VIENTIANE -- Foreign ministers of the Philippines and China met on Friday evening in Vientiane and agreed to cool simmering tensions in the South China Sea in line with their earlier provisional agreement on resupply missions in Manila's outposts in the disputed waterway.
China's Wang Yi and the Philippines' Enrique Manalo talked for an hour, after participating in a dinner organized for top diplomats present in Laos for an annual meeting of top diplomats from the Association of Southeast Asian Nations (ASEAN) and its partner countries.
"We didn't go into that many details," Manalo told reporters on Friday night. "But we did agree that we would honor the provisional agreement in a clear and sincere effort to defuse tensions and try and prevent any incidents, of course, from leading to further tension in our relationship."
"But most importantly, we also acknowledged that the provisional agreement will not prejudice our respective positions on our claims of the South China Sea. But we both agreed again that we will try our best," he added.
At the heart of these tensions is the South China Sea, which China lays claim to. The Philippines claims parts of the disputed waterway that fall within its exclusive economic zone. Unlike the Philippines, China has used aggression to assert its claims, acts that were called unlawful by the Permanent Court of Arbitration in 2016.
The bilateral meeting between the two ministers is their first face-to-face meeting since July 2022, a few weeks after Philippine President Ferdinand Marcos Jr. was elected.
Wang and Manalo's meeting focused on cooling tensions, ever since the maritime clash on June 17, when Chinese Coast Guard personnel, armed with spears and knives, boarded a Philippine boat near the waters of Second Thomas Shoal and damaged equipment on the boat. A Filipino serviceman also lost a thumb in the clash. Manila called the incident "piracy" and demanded Beijing pay $1 million in reparations for property damage.
Both Manila and Beijing have aired different takes on the "provisional arrangement" for the resupply missions to the BRP Sierra Madre, a grounded warship stationed at Second Thomas Shoal, a maritime feature within the Philippines' exclusive economic zone. Manila said it did not agree to on-site inspections from Chinese vessels, as well as prior notifications for such missions.
On Saturday, Manila mounted a resupply mission to Second Thomas Shoal. The Philippines Department of Foreign Affairs said in a statement that the mission went without a hitch, a far cry from past missions that saw the Philippine actions facing Chinese disruptions. This is the Philippines' first resupply mission since the Philippines and China reached a provisional agreement earlier this month.
The agreement was reached through a bilateral meeting on July 2 when senior diplomats from both countries sat down together to find ways to deescalate tensions. The talks bore fruit, as the two sides came up with an understanding regarding Manila's resupply missions to its outposts and a hotline between their leaders to improve maritime communications. But neither country has detailed the contents of the agreement.
The Chinese Communist Party mouthpiece Xinhua News Agency said on Saturday that Wang had warned the Philippines that the deployment of a U.S. intermediate missile system will "create regional tension and confrontation" and "trigger an arms race." China has taken notice of such actions in the past, such as in April when the Typhon missile system was installed in the Philippines for the annual military exercises between Manila and Washington.
China has been expressing its irritation over outsiders' involvement in its maritime dispute with Manila. In the latest case, Wang on Friday told diplomats at an ASEAN conference in Laos that China does not take kindly to other countries meddling in the maritime dispute.
The bilateral meeting came at an inflection point for their relations. Maritime tensions have became so rife that Philippine President Marcos said in his annual State of the Nation Address on Monday that the West Philippine Sea, an area of the disputed waterway that falls in Manila's exclusive economic zone, is "not a figment of the imagination."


> **PROBLEM DETAILS**: Though the records contain pictures, copy none of them; repeat exactly the lines from the one with "This screenshot has width=674, height=355." to the end.

> **PROVIDED DATA**:
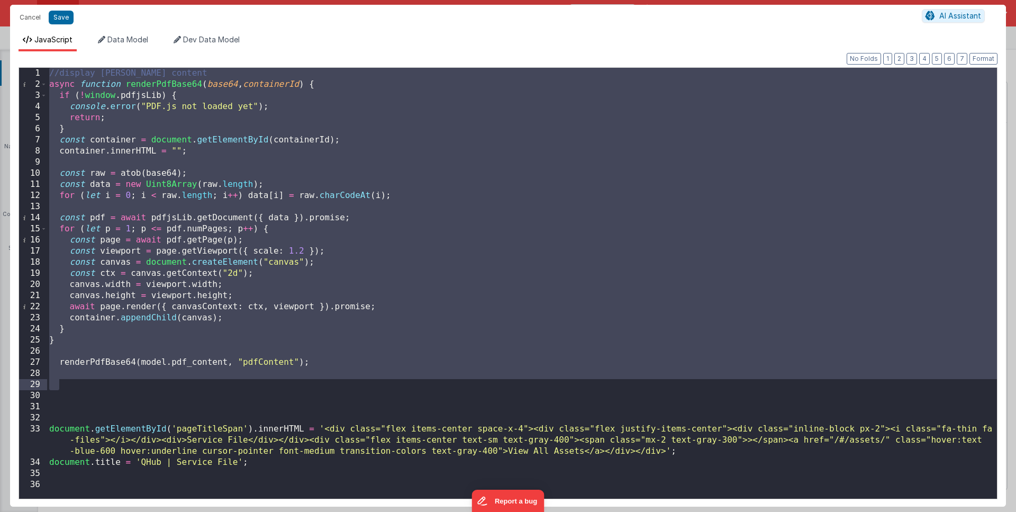 This screenshot has width=1016, height=512. What do you see at coordinates (937, 59) in the screenshot?
I see `button: 5` at bounding box center [937, 59].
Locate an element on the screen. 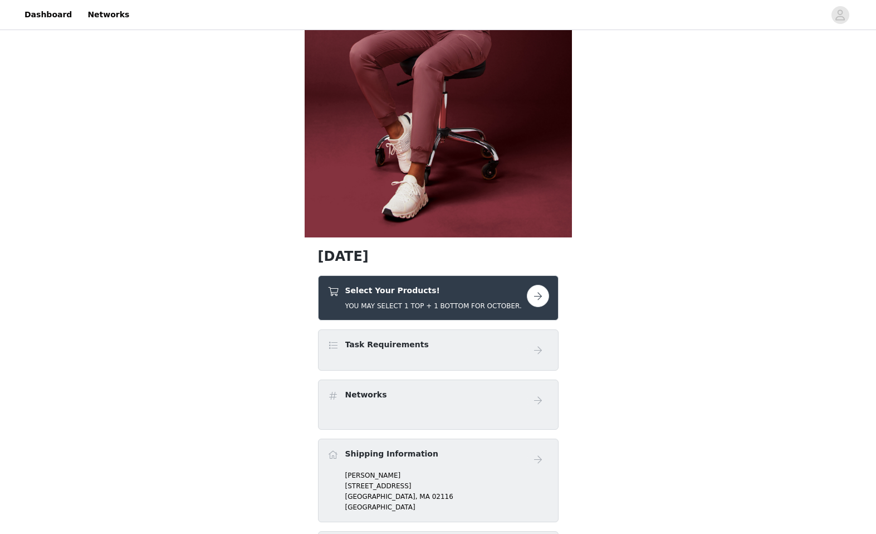 The width and height of the screenshot is (876, 534). h4: Shipping Information is located at coordinates (392, 453).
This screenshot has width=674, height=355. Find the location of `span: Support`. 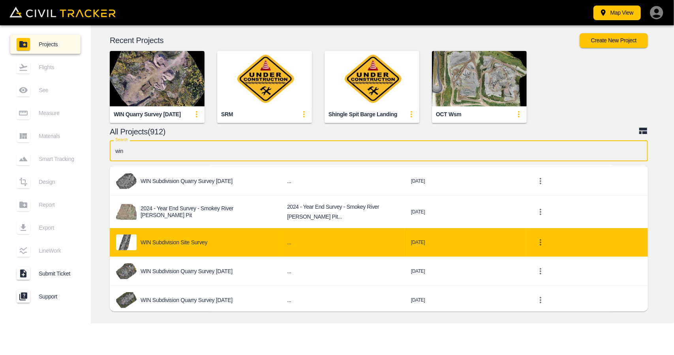

span: Support is located at coordinates (56, 296).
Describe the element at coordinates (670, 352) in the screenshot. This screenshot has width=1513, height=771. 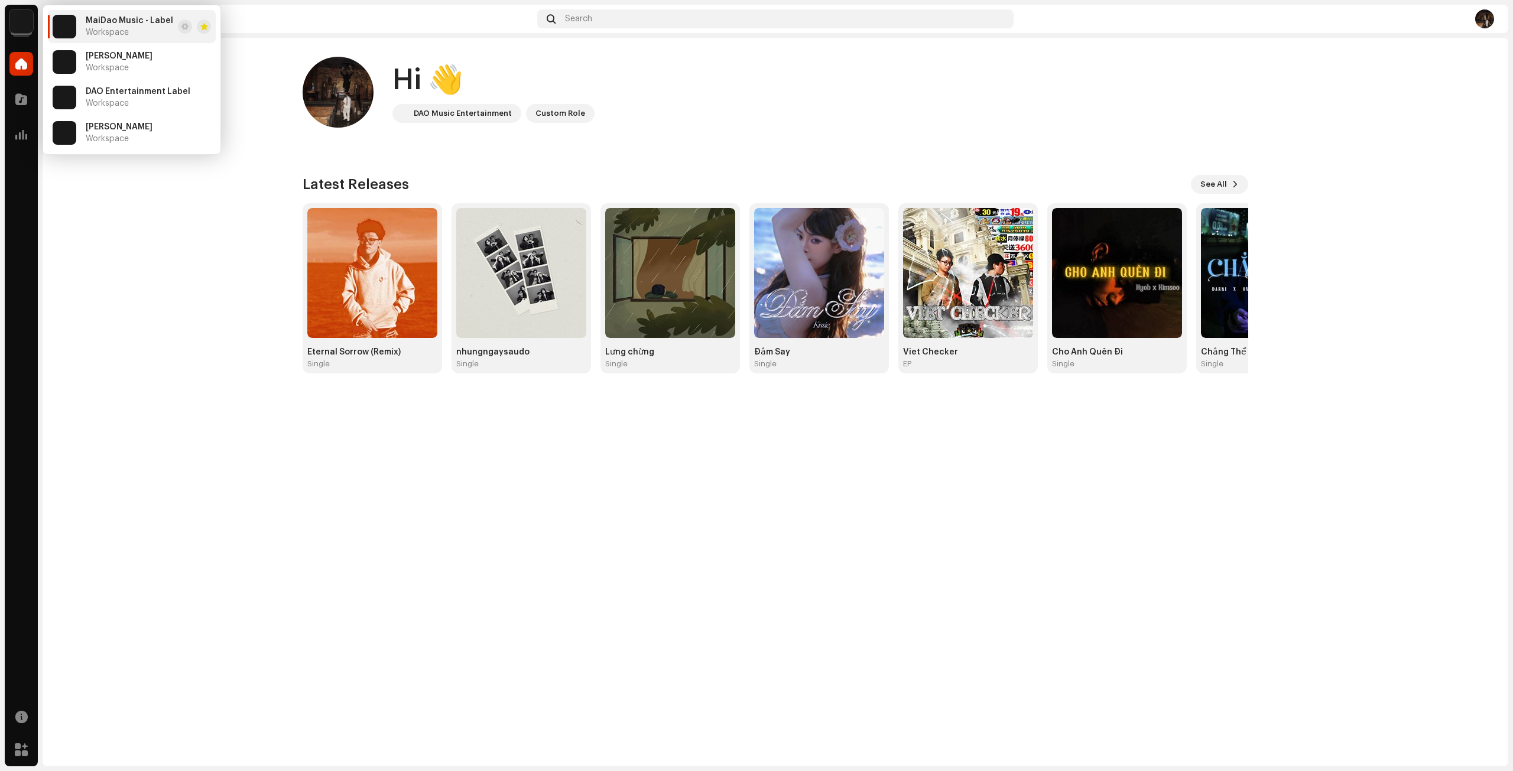
I see `div: Lưng chừng` at that location.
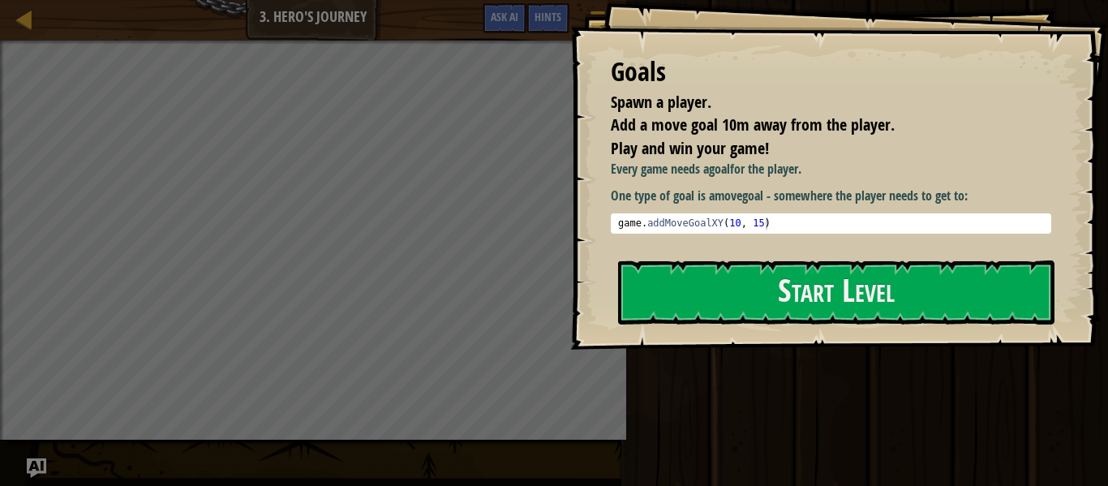 The width and height of the screenshot is (1108, 486). What do you see at coordinates (505, 16) in the screenshot?
I see `span: Ask AI` at bounding box center [505, 16].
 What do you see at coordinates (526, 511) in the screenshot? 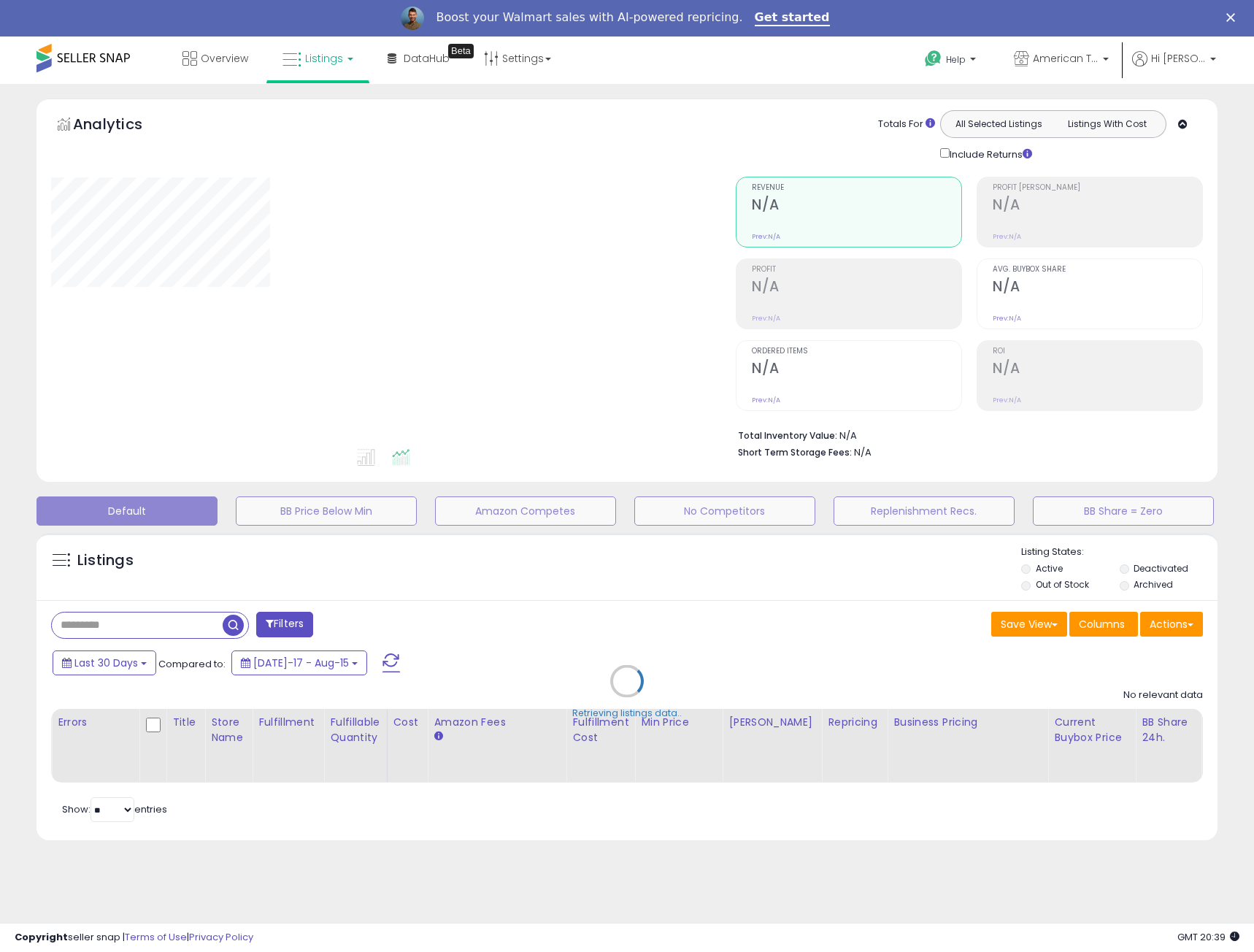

> **WRITTEN RESPONSE**:
This screenshot has width=674, height=355. Find the location of `span: Support`. 

span: Support is located at coordinates (56, 296).
Describe the element at coordinates (670, 352) in the screenshot. This screenshot has width=1513, height=771. 
I see `div: Lưng chừng` at that location.
 The width and height of the screenshot is (1108, 486). What do you see at coordinates (505, 16) in the screenshot?
I see `span: Ask AI` at bounding box center [505, 16].
 What do you see at coordinates (526, 511) in the screenshot? 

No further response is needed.